Signed-off-by: Gui Hecheng guihc.f...@cn.fujitsu.com
---
changelog
v1-v2: replace kilobyte with kibibyte, and others
---
cmds-filesystem.c | 3 ++-
man/btrfs.8.in| 9
Steps to reproduce:
# mkfs.btrfs -f /dev/sda[8-11] -m raid5 -d raid5
# mount /dev/sda8 /mnt
# btrfs scrub start -BR /mnt
# echo $? --unverified errors make return value be 3
This is because we don't setup right mapping between physical
and logical address for raid56, which makes checksum
Apologies if this is known, but I've been lurking a while on the list and
not seen anything similar - and I'm running out of ideas on what to do next
to debug it.
Small HP microserver box, running Debian, EXT4 system disk plus 4 disk BTRFS
array shared over NFS (nfs-kernel-server) and SMB - the
Hi Linus,
We still have some corruption fixes and other patches coming in for the
merge window, but this batch is tested and ready to go.
Please pull from:
git://git.kernel.org/pub/scm/linux/kernel/git/mason/linux-btrfs.git master
This is a pretty long stream of bug fixes and performance
I'm currently considering to use SELinux on an existing system with
btrfs filesystems. This would be my first with SELinux and I wouldn't
expect everything to go smoothly.

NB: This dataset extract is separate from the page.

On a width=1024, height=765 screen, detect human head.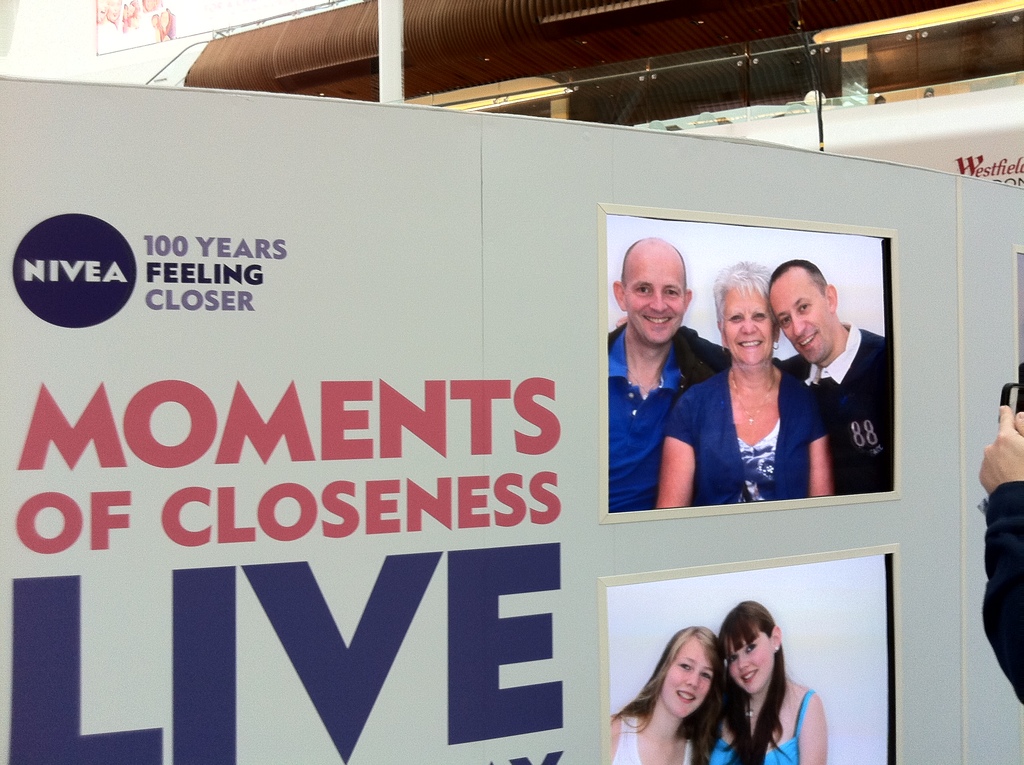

I'm already aware that SELinux's
automatic labelling of files is not aware of subvolumes[*]. I already
have quite a few
I'd actually put more faith in the btrfs balance command...
Btrfs scrub is another alternative
I suppose, then, that my ultimate plan of action is thus:
* Back up important data.
* Give `btrfs scrub' a try.
* Give `btrfs balance' a try.
* Rebuild the file system if necessary.
On Tue, 1 Apr 2014 07:15:47 +0800, Shilong Wang wrote:
hello, recently, i was working on btrfsck repair. i post some
patches to make btrfsck to rebuild extent tree with snapshots.
you can pull code from david latest branch and have a try with
btrfsck --init-extent-tree.
Fortunately, the
This implements the tmpfile callback of struct inode_operations, introduced
in the linux kernel 3.11 [1], and implemented already by some filesystems.
Signed-off-by: Filipe David Borba Manana fdman...@gmail.com
---
fs/btrfs/inode.c | 120 +--
1
Hi Chris and Josef,
Below is a lockdep spew I have on a local VM running Linus' tree as of
this afternoon. The specific git commit is v3.14-751-g683b6c6f82a6.
I don't believe any btrfs commits have been merged for 3.15 in this
kernel. The only related commits seem to be the merge of Ingo's
On 04/01/2014 10:25 AM, Chris Mason wrote:
Hi Linus,
We still have some corruption fixes and other patches coming in for the
merge window, but this batch is tested and ready to go.
Please pull from:
git://git.kernel.org/pub/scm/linux/kernel/git/mason/linux-btrfs.git master
Tsutomu noticed
Hello Michael,
On 04/02/2014 03:26 AM, Michael Witten wrote:
On Tue, 1 Apr 2014 07:15:47 +0800, Shilong Wang wrote:
hello, recently, i was working on btrfsck repair. i post some
patches to make btrfsck to rebuild extent tree with snapshots.